**TASK ITEM:** For the records that follow, please set down exactly the lines between the one holding "Find the location" and the one holding "This screenshot has width=879, height=584.", inclusive, and only those.

**GIVEN RECORDS:**
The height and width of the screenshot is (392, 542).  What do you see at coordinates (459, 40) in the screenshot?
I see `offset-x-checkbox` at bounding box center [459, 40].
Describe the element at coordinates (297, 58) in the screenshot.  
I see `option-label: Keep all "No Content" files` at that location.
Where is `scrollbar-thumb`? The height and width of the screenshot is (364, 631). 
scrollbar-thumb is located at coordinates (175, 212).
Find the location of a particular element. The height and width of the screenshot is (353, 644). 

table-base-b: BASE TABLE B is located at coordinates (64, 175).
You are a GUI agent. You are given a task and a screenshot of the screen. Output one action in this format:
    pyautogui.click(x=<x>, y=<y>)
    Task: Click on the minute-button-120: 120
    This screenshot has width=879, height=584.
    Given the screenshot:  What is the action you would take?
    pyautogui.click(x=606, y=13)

...

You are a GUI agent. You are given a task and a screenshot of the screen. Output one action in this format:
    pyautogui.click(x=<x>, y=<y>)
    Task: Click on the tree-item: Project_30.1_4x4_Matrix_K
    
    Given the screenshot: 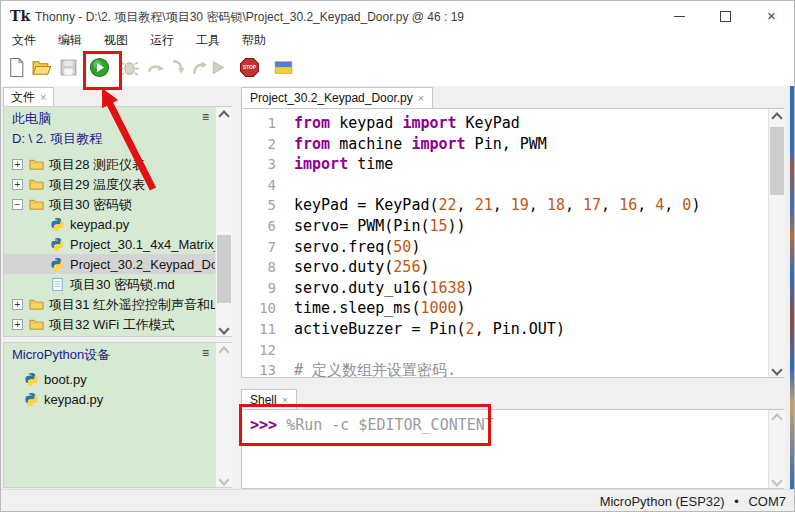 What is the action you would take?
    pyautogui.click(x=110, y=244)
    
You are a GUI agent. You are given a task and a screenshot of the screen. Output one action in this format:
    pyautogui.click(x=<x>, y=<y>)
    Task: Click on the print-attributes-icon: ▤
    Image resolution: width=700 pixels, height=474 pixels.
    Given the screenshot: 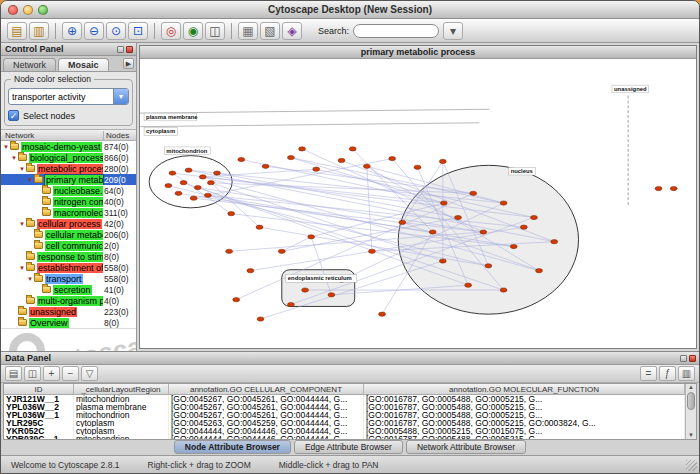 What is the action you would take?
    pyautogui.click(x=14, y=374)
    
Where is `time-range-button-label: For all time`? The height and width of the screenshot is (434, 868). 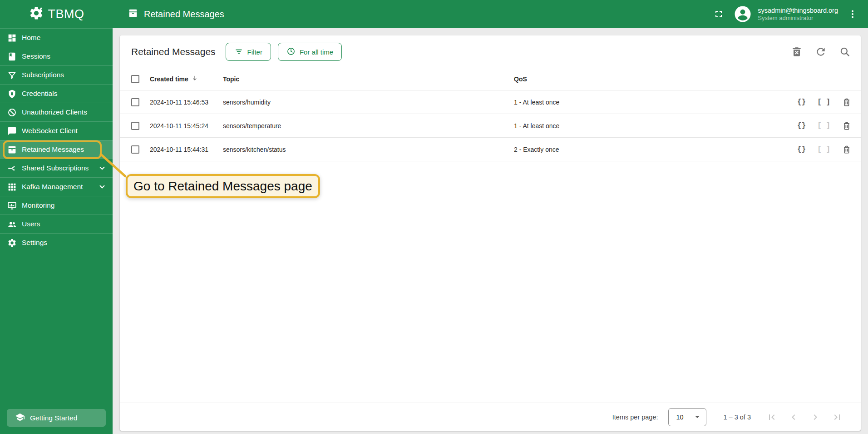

* * *

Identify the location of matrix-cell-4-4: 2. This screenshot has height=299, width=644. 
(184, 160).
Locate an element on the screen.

**ANSWER FOR THIS EXERCISE:**
Find the location of a particular element. The height and width of the screenshot is (353, 644). 

table-base-b: BASE TABLE B is located at coordinates (64, 175).
You are a GUI agent. You are given a task and a screenshot of the screen. Output one action in this format:
    pyautogui.click(x=<x>, y=<y>)
    Task: Click on the minute-button-120: 120
    This screenshot has width=879, height=584.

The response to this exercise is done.